The GDR was governed by the Socialist Unity Party of Germany which enforced its communist ideology through an immense surveillance network of state agents and informants led by the Ministry of State Security, an apparatus commonly referred to as Stasi. This surveillance apparatus influenced all parts of society including the art world which was strongly affected by censorship and undermining. Another notorious intervention of the Stasi was the concealment of the consequences of large-scale environmental pollution in the GDR. This research project aims to reveal the role of the environment for the field of art in the GDR of the 1980s, determining the extent to which environmentally conscious artistic approaches were influenced by the Stasi as well as by local or global phenomena.
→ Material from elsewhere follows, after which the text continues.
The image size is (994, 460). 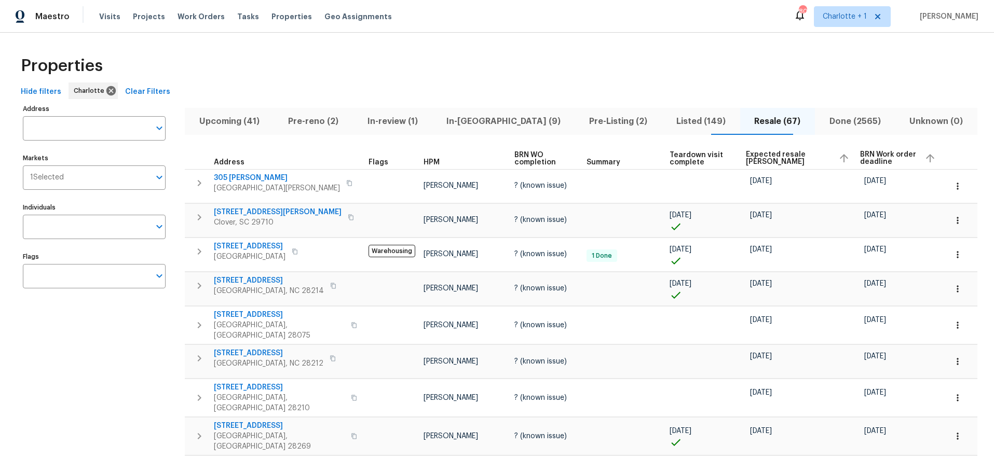 What do you see at coordinates (41, 92) in the screenshot?
I see `button: Hide filters` at bounding box center [41, 92].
By analysing the triad of art, environment and the Stasi, I want to highlight transnational flows of money and ideas to question a strictly national historiography of art, emphasising how conceptions of nature and art shifted on a regional and international level through mutual exchange. Considering how artists have dealt with surveillance in urban and rural landscapes through various artistic media, this project aims to show the changing coping strategies and stylistic devices artists used. Against this backdrop, I hope that a more focused and detailed analysis of environmental art in the GDR reveals how artistic practices were deployed to navigate and to oppose the surveillance strategies and methods of the Stasi. Furthermore, I aim to highlight what role questions of gender and intersectionality played in the fields of environmental art and state surveillance in the GDR. In doing so, I hope to uncover power mechanisms deployed then and now for monitoring and discrimination both in the art world and in society at large.
Examining environmental art that encounters moments of surveillance, my research project aims to reveal the art world’s power structures that shed light on shifting dynamics between humans, nature and machines by the example of the GDR. This in turn might increase our understanding of the role of artists and governments in addressing environmental disasters and the impacts of climate change today.